Yep.


HLM

“As democracy is perfected, the office of president represents, more and more closely, the inner soul of the people. On some great and glorious day the plain folks of the land will reach their heart’s desire at last and the White House will be adorned by a downright moron.” — H. L. Mencken.

Comments

  1. says

    Unfortunately, no. I find myself firmly back in shock again, and wondering if I’ll be able to get out of here in 3 years.

  2. AlexanderZ says

    rq #1
    H. L. Mencken was a Nietzschean racist militarist with fascistic tendencies, so I don’t think he would have even wanted to climb out of this particular hole.

  3. says

    Mencken is long dead, his politics hardly matter. The point is the quote in particular is on point to the current situation.

  4. Saad says

    I love that quote, but many of these pictures going around are not accurate (your text part is the correct version). A while back I decided to research it a little bit because something about the “narcissistic” part didn’t feel right to me. It felt a little too applicable to Cheeto Benito. Turns out they have indeed been altered to add some words at the end.
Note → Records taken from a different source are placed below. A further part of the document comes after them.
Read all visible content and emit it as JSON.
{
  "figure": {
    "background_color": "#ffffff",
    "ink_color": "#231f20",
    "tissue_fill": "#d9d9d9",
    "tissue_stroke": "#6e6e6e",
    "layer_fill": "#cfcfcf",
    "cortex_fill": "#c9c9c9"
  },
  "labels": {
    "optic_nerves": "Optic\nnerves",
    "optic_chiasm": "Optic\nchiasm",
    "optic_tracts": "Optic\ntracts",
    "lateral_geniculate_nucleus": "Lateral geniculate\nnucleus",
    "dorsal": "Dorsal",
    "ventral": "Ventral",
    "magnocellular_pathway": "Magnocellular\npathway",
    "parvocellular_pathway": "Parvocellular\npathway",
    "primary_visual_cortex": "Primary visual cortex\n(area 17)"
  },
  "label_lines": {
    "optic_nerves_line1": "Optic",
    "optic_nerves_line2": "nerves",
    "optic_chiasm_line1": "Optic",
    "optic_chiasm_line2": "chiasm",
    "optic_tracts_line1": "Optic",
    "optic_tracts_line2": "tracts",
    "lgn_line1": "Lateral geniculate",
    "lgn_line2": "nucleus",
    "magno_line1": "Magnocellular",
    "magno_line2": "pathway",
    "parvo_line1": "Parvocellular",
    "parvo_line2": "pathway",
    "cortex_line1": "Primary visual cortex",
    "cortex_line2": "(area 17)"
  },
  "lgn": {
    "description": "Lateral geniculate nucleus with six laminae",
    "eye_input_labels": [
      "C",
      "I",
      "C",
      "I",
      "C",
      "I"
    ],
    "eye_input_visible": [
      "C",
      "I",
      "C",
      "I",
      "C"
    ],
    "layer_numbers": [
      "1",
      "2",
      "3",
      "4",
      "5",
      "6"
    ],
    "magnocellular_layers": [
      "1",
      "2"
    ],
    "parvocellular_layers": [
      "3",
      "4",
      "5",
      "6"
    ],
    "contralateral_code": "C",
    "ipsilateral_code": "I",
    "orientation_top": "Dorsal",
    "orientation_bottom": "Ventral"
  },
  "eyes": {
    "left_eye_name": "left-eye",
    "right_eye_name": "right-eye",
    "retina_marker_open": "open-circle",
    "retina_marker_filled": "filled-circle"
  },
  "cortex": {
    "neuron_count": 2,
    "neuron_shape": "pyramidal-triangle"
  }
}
    The quote comes from an article Mencken wrote in the Baltimore Sun in 1920 called Bayard vs Lionheart. It was later reprinted in his book On Politics. You can see the actual quote at the bottom of page 21 here.

    Here is the quote with the preceding paragraph for more context:

    The larger the mob, the harder the test. In small areas, before small electorates, a first-rate man occasionally fights his way through, carrying even the mob with him by force of his personality. But when the field is nationwide, and the fight must be waged chiefly at second and third hand, and the force of personality cannot so readily make itself felt, then all the odds are on the man who is, intrinsically, the most devious and mediocre — the man who can most easily adeptly disperse the notion that his mind is a virtual vacuum.
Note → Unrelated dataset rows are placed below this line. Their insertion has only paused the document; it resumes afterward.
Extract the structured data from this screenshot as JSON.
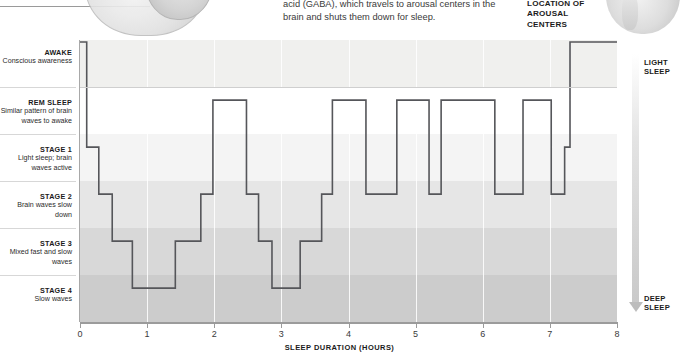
{
  "caption": {
    "gaba_text": "acid (GABA), which travels to arousal centers in the brain and shuts them down for sleep.",
    "arousal_label": "LOCATION OF AROUSAL CENTERS"
  },
  "axis": {
    "x_title": "SLEEP DURATION (HOURS)",
    "x_ticks": [
      "0",
      "1",
      "2",
      "3",
      "4",
      "5",
      "6",
      "7",
      "8"
    ],
    "light_sleep_label": "LIGHT SLEEP",
    "deep_sleep_label": "DEEP SLEEP"
  },
  "stages": [
    {
      "title": "AWAKE",
      "desc": "Conscious awareness"
    },
    {
      "title": "REM SLEEP",
      "desc": "Similar pattern of brain waves to awake"
    },
    {
      "title": "STAGE 1",
      "desc": "Light sleep; brain waves active"
    },
    {
      "title": "STAGE 2",
      "desc": "Brain waves slow down"
    },
    {
      "title": "STAGE 3",
      "desc": "Mixed fast and slow waves"
    },
    {
      "title": "STAGE 4",
      "desc": "Slow waves"
    }
  ],
  "colors": {
    "line": "#55565a",
    "axis": "#9b9b9b",
    "band_awake": "#f0f0ee",
    "band_rem": "#ffffff",
    "band_stage1": "#f4f4f4",
    "band_stage2": "#e6e6e6",
    "band_stage3": "#d8d8d8",
    "band_stage4": "#cccccc"
  },
  "chart_data": {
    "type": "line",
    "xlabel": "SLEEP DURATION (HOURS)",
    "ylabel": "Sleep stage",
    "xlim": [
      0,
      8
    ],
    "grid": true,
    "legend": "none",
    "step_interpolation": "post",
    "y_categories": [
      "AWAKE",
      "REM SLEEP",
      "STAGE 1",
      "STAGE 2",
      "STAGE 3",
      "STAGE 4"
    ],
    "y_levels": {
      "AWAKE": 0,
      "REM SLEEP": 1,
      "STAGE 1": 2,
      "STAGE 2": 3,
      "STAGE 3": 4,
      "STAGE 4": 5
    },
    "series": [
      {
        "name": "Sleep stage over time",
        "points": [
          {
            "x": 0.0,
            "stage": "AWAKE"
          },
          {
            "x": 0.1,
            "stage": "AWAKE"
          },
          {
            "x": 0.1,
            "stage": "STAGE 1"
          },
          {
            "x": 0.28,
            "stage": "STAGE 1"
          },
          {
            "x": 0.28,
            "stage": "STAGE 2"
          },
          {
            "x": 0.48,
            "stage": "STAGE 2"
          },
          {
            "x": 0.48,
            "stage": "STAGE 3"
          },
          {
            "x": 0.78,
            "stage": "STAGE 3"
          },
          {
            "x": 0.78,
            "stage": "STAGE 4"
          },
          {
            "x": 1.42,
            "stage": "STAGE 4"
          },
          {
            "x": 1.42,
            "stage": "STAGE 3"
          },
          {
            "x": 1.8,
            "stage": "STAGE 3"
          },
          {
            "x": 1.8,
            "stage": "STAGE 2"
          },
          {
            "x": 1.98,
            "stage": "STAGE 2"
          },
          {
            "x": 1.98,
            "stage": "REM SLEEP"
          },
          {
            "x": 2.48,
            "stage": "REM SLEEP"
          },
          {
            "x": 2.48,
            "stage": "STAGE 2"
          },
          {
            "x": 2.66,
            "stage": "STAGE 2"
          },
          {
            "x": 2.66,
            "stage": "STAGE 3"
          },
          {
            "x": 2.86,
            "stage": "STAGE 3"
          },
          {
            "x": 2.86,
            "stage": "STAGE 4"
          },
          {
            "x": 3.28,
            "stage": "STAGE 4"
          },
          {
            "x": 3.28,
            "stage": "STAGE 3"
          },
          {
            "x": 3.6,
            "stage": "STAGE 3"
          },
          {
            "x": 3.6,
            "stage": "STAGE 2"
          },
          {
            "x": 3.76,
            "stage": "STAGE 2"
          },
          {
            "x": 3.76,
            "stage": "REM SLEEP"
          },
          {
            "x": 4.26,
            "stage": "REM SLEEP"
          },
          {
            "x": 4.26,
            "stage": "STAGE 2"
          },
          {
            "x": 4.72,
            "stage": "STAGE 2"
          },
          {
            "x": 4.72,
            "stage": "REM SLEEP"
          },
          {
            "x": 5.2,
            "stage": "REM SLEEP"
          },
          {
            "x": 5.2,
            "stage": "STAGE 2"
          },
          {
            "x": 5.38,
            "stage": "STAGE 2"
          },
          {
            "x": 5.38,
            "stage": "REM SLEEP"
          },
          {
            "x": 6.18,
            "stage": "REM SLEEP"
          },
          {
            "x": 6.18,
            "stage": "STAGE 2"
          },
          {
            "x": 6.6,
            "stage": "STAGE 2"
          },
          {
            "x": 6.6,
            "stage": "REM SLEEP"
          },
          {
            "x": 7.02,
            "stage": "REM SLEEP"
          },
          {
            "x": 7.02,
            "stage": "STAGE 2"
          },
          {
            "x": 7.22,
            "stage": "STAGE 2"
          },
          {
            "x": 7.22,
            "stage": "STAGE 1"
          },
          {
            "x": 7.3,
            "stage": "STAGE 1"
          },
          {
            "x": 7.3,
            "stage": "AWAKE"
          },
          {
            "x": 8.0,
            "stage": "AWAKE"
          }
        ]
      }
    ]
  }
}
    The Presidency tends, year by year, to go to such men. As democracy is perfected, the office represents, more and more closely, the inner soul of the people. We move toward a lofty ideal. On some great and glorious day the plain folks of the land will reach their heart’s desire at last, and the White House will be adorned by a downright moron.

  5. says

    Saad, yep, I checked the quote before posting, Snopes has an entry on it, with the full text, and notes, of course, that Mencken wrote this long before the current ability of candidates to reach mass amounts of people. That’s the why the actual text is included.

  6. AlexanderZ says

    Caine #4
    The point of the quote, which is inseparable from Mencken’s ideology, was that democracy is fundamentally broken form of government. That the more you have of it the more foolish, narcissistic and moronic the elected leadership becomes.
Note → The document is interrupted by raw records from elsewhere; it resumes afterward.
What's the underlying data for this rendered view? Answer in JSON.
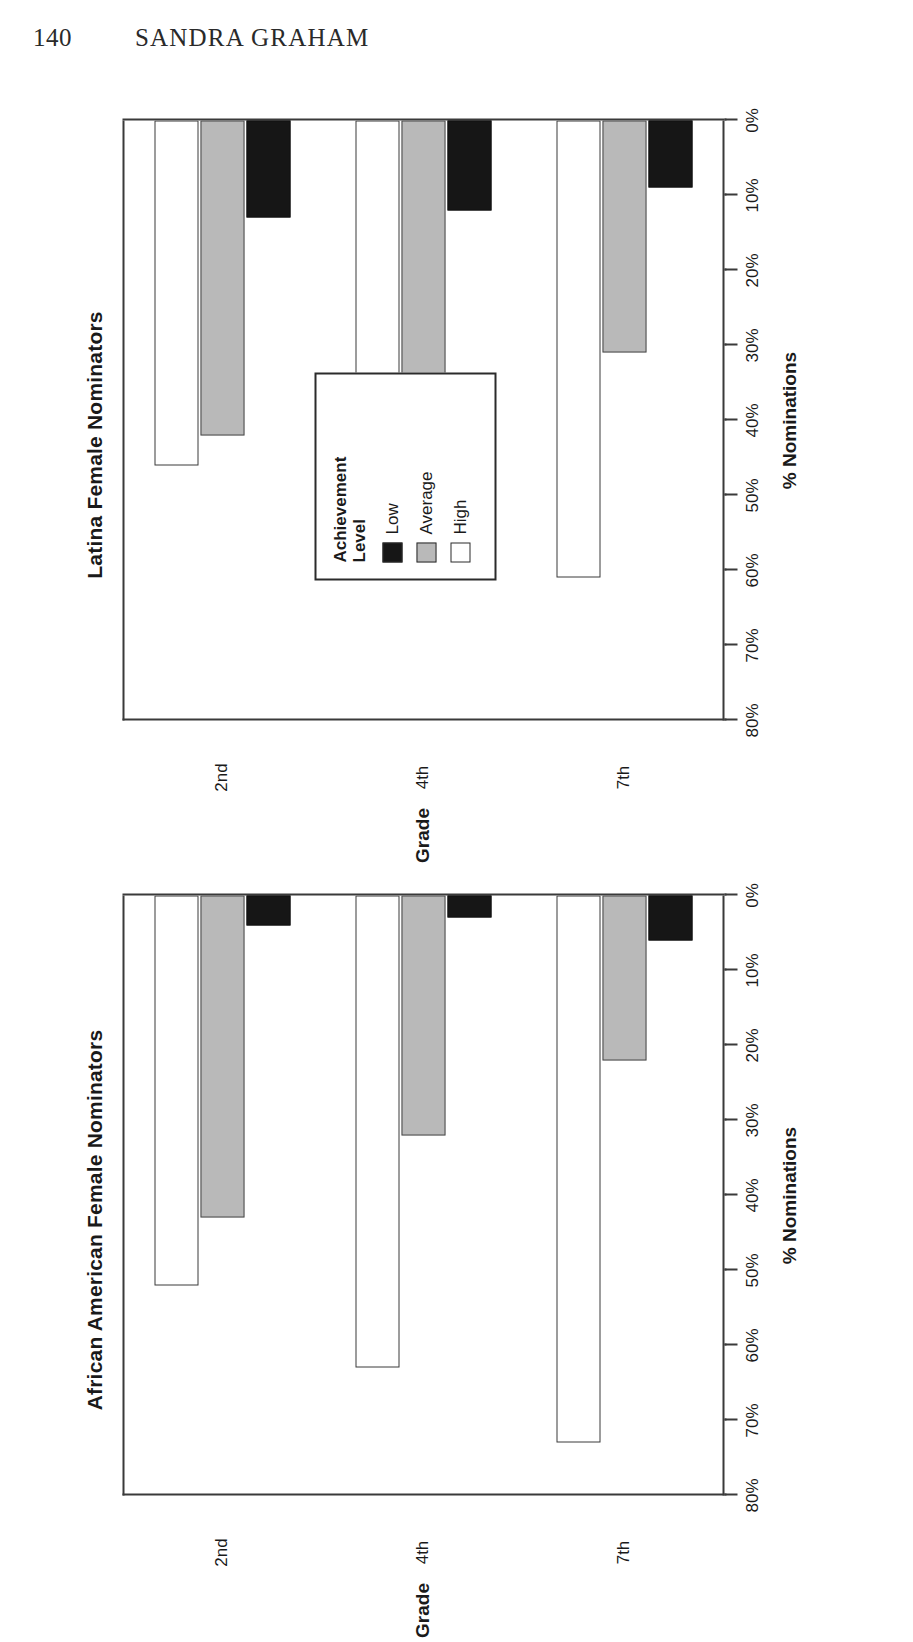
{
  "page": {
    "number": "140",
    "running_head": "SANDRA GRAHAM"
  },
  "legend": {
    "title_line1": "Achievement",
    "title_line2": "Level",
    "entries": [
      {
        "label": "Low",
        "swatch": "black",
        "color": "#161616"
      },
      {
        "label": "Average",
        "swatch": "gray",
        "color": "#b9b9b9"
      },
      {
        "label": "High",
        "swatch": "white",
        "color": "#ffffff"
      }
    ]
  },
  "axis": {
    "value_title": "% Nominations",
    "category_title": "Grade",
    "ticks": [
      "80%",
      "70%",
      "60%",
      "50%",
      "40%",
      "30%",
      "20%",
      "10%",
      "0%"
    ],
    "tick_values": [
      80,
      70,
      60,
      50,
      40,
      30,
      20,
      10,
      0
    ],
    "categories": [
      "2nd",
      "4th",
      "7th"
    ]
  },
  "charts": [
    {
      "id": "latina",
      "title": "Latina Female Nominators",
      "has_legend": true
    },
    {
      "id": "african-american",
      "title": "African American Female Nominators",
      "has_legend": false
    }
  ],
  "chart_data": [
    {
      "type": "bar",
      "orientation": "horizontal",
      "title": "Latina Female Nominators",
      "xlabel": "Grade",
      "ylabel": "% Nominations",
      "categories": [
        "2nd",
        "4th",
        "7th"
      ],
      "ylim": [
        0,
        80
      ],
      "yticks": [
        0,
        10,
        20,
        30,
        40,
        50,
        60,
        70,
        80
      ],
      "ytick_labels": [
        "0%",
        "10%",
        "20%",
        "30%",
        "40%",
        "50%",
        "60%",
        "70%",
        "80%"
      ],
      "grid": false,
      "legend": "Achievement Level",
      "legend_position": "inside-upper-middle",
      "series": [
        {
          "name": "Low",
          "color": "#161616",
          "values": [
            13,
            12,
            9
          ]
        },
        {
          "name": "Average",
          "color": "#b9b9b9",
          "values": [
            42,
            46,
            31
          ]
        },
        {
          "name": "High",
          "color": "#ffffff",
          "values": [
            46,
            46,
            61
          ]
        }
      ]
    },
    {
      "type": "bar",
      "orientation": "horizontal",
      "title": "African American Female Nominators",
      "xlabel": "Grade",
      "ylabel": "% Nominations",
      "categories": [
        "2nd",
        "4th",
        "7th"
      ],
      "ylim": [
        0,
        80
      ],
      "yticks": [
        0,
        10,
        20,
        30,
        40,
        50,
        60,
        70,
        80
      ],
      "ytick_labels": [
        "0%",
        "10%",
        "20%",
        "30%",
        "40%",
        "50%",
        "60%",
        "70%",
        "80%"
      ],
      "grid": false,
      "legend": "Achievement Level",
      "legend_position": "none",
      "series": [
        {
          "name": "Low",
          "color": "#161616",
          "values": [
            4,
            3,
            6
          ]
        },
        {
          "name": "Average",
          "color": "#b9b9b9",
          "values": [
            43,
            32,
            22
          ]
        },
        {
          "name": "High",
          "color": "#ffffff",
          "values": [
            52,
            63,
            73
          ]
        }
      ]
    }
  ]
}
    Think for a moment what that means in this time:
    1. You’re basically saying that Trump was democratically elected, despite the elections not being fully free due to voter suppression, and not fully lawful due to his electors not residing in their voting regions.
    2. That Trump represents the purest will of the people, despite the majority of the people voting against him.
    3. That his rise to power represents the “perfection of democracy” rather than its subversion by corporate interests through Citizens United, racist voter suppression, corrupt gerrymandering and a democratic system so archaic that almost no other modern democracy uses it.
    4. That Trump represents the will of the “plain folks of the land” when time and time again it is proven that his voter base is on average more wealthy than the median USian.

  7. rq says

    AlexanderZ
    Well, it’s not just Mencken’s ideas I would like to hear, but thank you for the additional information. While the quote on its own doesn’t change relevancy, that does add a certain spin.

  8. AlexanderZ says

    Thanks, rq.

    I want to underline my problem with this quote: When democracy fails us and an asshole takes absolute power it’s very tempting to look for quotes of people who decried democracy in the first place. However, not only their “solutions” were identical to or even worse than the result of failed democracy, they were also very very wrong.
    Failures of democracies are rarely the result of a procedural failure, a type of logical conclusion to the democratic process, but rather because the democratic institutions and the democratic process were undermined to great extent.

    Whether that’s a problem integral to all democracies or that certain democratic societies are more prone to it than others is a rather large issue, and not one that many (certainly not me) could fully research.
    Regardless, the quote has it backwards -- the problem isn’t too much democracy, but too little!